Substack vs Medium: Which Is Better for Writers in 2026?

I’ve published on both platforms, so let me open with my receipts. Medium got my short stories a nice-looking home and my bank account exactly nothing. Substack built a newsletter business that now grosses $267,537 in annualized revenue. That’s not a subtle difference, and if you’re weighing Substack vs Medium in 2026, the gap comes down to one question: do you want to rent an audience, or own one?
The short version: Substack wins for building an audience and income you own. Medium still makes sense as a writing portfolio or for casual discovery, but its Partner Program pays most writers almost nothing (an estimated 94% earn under $100 a month).
Let’s break down where each platform actually shines.
The Core Difference: A Rented Audience vs an Owned List
Medium is a content platform: readers belong to Medium, the algorithm decides who sees your work, and if you leave, your audience stays behind. Substack is an email list wearing a publishing platform as a jacket: every subscriber is an email address you can export and take anywhere. Social platforms are a rented billboard. Email is the deed to your own shop.
That single difference decides almost everything downstream: monetization, resilience to algorithm changes, and whether your five years of writing compound into an asset or evaporate with a feed update.
My Experience on Both Platforms
I used Medium as a portfolio. I posted short stories there, wrote maybe one actual article, and made no money — which was fine, because a portfolio was all I wanted from it. On Substack, I’ve grown to 42,000+ subscribers over three years with no paid ads, and the newsletter became the front door to my whole writing business: books, Substack consulting, and a job board. Same writer. Very different machines.
Does Medium Still Pay Writers in 2026?
Technically yes, through the Medium Partner Program. Practically, the numbers are grim. After Medium reworked its earnings formula in early 2025, writers documented payouts like $9.65 for 7,600 views, and an estimated 94% of writers earn under $100 a month. Medium once paid writers well. It doesn’t anymore, and many of its best-known authors have left for exactly that reason.
How Substack Pays (and What It Takes)
On Substack, you set your own subscription price and keep roughly 87% — Substack takes 10% and Stripe takes about 3%. There’s no view-based formula and no algorithmic middleman between you and your income: readers pay you directly. I walk through the exact fee math in my Substack pricing breakdown, and the revenue playbook in how to make money on Substack.
What About Google Traffic?
Here’s the part almost nobody tells you: neither platform is a great long-term SEO play. Google tends to treat Substack publications like news content, so evergreen posts on a substack.com address have a harder time ranking. Medium has domain authority, but you’re competing against every other Medium post and renting that visibility. If search traffic matters to your business, the honest answer is to own your website too — mine earns around 13,000 organic visits a month, and it works with my Substack, not instead of it. (My full Substack resource hub shows how the pieces fit.)
Substack vs Medium at a Glance
Audience ownership: Substack gives you an exportable email list. Medium keeps the readers.
Pay: Substack is direct subscriptions (you keep ~87%). Medium is an engagement formula that pays most writers under $100/month.
Discovery: both have internal networks, Medium’s feed vs Substack’s recommendations and Notes.
Best for: Medium for a portfolio and casual reach. Substack for a real audience, a real business, or both.
When Medium Is Still the Right Choice
I won’t pretend Medium is useless — I used it happily for what it’s good at. If you want a clean home for writing samples, a place to test ideas without building an email list, or occasional discovery without any commitment, Medium is free and frictionless. Just don’t confuse it with a business. The moment you want readers who are yours, you want Substack (or your own site).
FAQ: Substack vs Medium
Can You Publish on Both Substack and Medium?
Yes. Plenty of writers publish on Substack first and syndicate to Medium later for extra reach. If you do, publish on your primary platform first so Google indexes your version before the copy.
Is Medium Worth It in 2026?
As a portfolio and discovery tool, sure. As an income source, the math says no for the vast majority of writers.
Can You Move From Medium to Substack?
Yes, and it’s the most common migration I see. Substack imports your archive, but your Medium followers don’t come with you — which is exactly the problem with rented audiences, and exactly why you should start the move sooner rather than later.
Want Help Making the Switch?

I’ve helped writers and founders launch and grow newsletters that became real businesses — that’s my Substack consulting practice. If you’re moving platforms or starting fresh, tell me about your project below.
And if you want the week-by-week playbook I used to grow to 42,000+ subscribers, it’s all in Make Writing Your Job.
Own the list. Future-you says thanks.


## ACTIVITY
Show every line of the data below that includes the word "Collectable".

[Records from a data source]
* * * * *

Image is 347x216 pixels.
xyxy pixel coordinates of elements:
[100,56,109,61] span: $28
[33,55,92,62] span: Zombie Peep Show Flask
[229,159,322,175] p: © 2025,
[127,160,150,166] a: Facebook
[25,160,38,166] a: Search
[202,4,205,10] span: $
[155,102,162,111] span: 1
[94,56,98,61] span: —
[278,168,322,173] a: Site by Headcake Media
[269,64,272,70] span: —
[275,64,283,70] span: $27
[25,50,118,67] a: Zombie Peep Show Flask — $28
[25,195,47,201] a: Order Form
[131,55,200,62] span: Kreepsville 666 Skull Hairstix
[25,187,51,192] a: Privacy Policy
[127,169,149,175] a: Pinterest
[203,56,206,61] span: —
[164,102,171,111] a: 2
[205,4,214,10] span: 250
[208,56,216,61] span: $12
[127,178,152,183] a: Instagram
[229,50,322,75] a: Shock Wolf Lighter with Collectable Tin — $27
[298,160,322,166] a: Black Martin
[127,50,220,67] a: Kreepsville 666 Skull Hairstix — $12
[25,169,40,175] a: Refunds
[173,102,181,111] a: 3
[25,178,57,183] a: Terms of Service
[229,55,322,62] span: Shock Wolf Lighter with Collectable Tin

* * * * *

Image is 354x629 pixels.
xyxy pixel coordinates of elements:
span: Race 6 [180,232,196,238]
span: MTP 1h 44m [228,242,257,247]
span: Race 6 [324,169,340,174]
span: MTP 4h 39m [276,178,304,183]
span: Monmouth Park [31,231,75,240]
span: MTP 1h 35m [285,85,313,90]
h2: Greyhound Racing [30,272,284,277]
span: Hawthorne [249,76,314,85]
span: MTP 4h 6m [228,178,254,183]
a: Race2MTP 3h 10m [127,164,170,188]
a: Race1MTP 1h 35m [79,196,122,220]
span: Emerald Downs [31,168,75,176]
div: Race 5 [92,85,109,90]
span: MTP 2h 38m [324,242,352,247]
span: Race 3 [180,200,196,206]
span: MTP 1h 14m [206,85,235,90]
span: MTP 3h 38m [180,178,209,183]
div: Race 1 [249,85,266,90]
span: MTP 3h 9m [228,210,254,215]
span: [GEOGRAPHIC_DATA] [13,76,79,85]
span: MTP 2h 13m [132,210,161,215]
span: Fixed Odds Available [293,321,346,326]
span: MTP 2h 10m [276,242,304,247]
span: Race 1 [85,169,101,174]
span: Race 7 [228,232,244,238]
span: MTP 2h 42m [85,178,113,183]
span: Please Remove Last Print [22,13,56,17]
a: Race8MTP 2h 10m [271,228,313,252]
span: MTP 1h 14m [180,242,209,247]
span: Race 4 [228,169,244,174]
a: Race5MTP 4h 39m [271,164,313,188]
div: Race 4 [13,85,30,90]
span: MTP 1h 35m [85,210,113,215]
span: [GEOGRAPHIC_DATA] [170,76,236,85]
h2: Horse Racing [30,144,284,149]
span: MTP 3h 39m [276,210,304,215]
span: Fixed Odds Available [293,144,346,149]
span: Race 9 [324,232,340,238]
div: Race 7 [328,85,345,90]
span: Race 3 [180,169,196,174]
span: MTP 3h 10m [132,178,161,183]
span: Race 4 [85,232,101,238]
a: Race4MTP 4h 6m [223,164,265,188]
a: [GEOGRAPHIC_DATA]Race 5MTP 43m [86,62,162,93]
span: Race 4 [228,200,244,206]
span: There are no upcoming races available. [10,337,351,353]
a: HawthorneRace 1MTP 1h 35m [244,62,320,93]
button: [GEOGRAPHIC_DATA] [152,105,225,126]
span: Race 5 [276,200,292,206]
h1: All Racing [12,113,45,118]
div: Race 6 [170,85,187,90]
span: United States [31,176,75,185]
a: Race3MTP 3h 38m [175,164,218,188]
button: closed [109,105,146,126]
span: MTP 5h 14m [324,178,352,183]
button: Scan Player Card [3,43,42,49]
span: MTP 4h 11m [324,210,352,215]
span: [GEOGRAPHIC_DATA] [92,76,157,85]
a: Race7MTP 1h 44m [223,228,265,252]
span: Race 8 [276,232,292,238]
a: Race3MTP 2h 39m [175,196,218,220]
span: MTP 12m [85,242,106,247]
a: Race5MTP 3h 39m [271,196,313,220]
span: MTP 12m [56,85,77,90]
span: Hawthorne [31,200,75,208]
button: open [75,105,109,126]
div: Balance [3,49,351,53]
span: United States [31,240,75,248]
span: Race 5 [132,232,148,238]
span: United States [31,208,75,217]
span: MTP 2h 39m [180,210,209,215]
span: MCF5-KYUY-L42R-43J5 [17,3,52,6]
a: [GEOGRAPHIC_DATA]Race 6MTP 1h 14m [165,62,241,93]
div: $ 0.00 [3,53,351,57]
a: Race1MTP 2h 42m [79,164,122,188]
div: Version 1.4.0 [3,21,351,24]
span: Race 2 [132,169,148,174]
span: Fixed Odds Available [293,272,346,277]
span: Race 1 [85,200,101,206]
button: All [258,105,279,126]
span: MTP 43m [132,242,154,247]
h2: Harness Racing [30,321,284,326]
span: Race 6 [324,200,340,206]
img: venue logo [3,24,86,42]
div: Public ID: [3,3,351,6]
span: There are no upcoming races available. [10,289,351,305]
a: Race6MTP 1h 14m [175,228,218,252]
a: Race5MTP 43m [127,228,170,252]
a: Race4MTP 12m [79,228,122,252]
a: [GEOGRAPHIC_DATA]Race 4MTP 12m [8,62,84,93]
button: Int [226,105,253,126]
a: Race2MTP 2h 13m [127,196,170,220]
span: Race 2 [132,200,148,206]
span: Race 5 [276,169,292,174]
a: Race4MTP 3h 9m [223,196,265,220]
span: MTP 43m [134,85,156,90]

* * * * *

## TASK RESULT
[229,50,322,75] a: Shock Wolf Lighter with Collectable Tin — $27
[229,55,322,62] span: Shock Wolf Lighter with Collectable Tin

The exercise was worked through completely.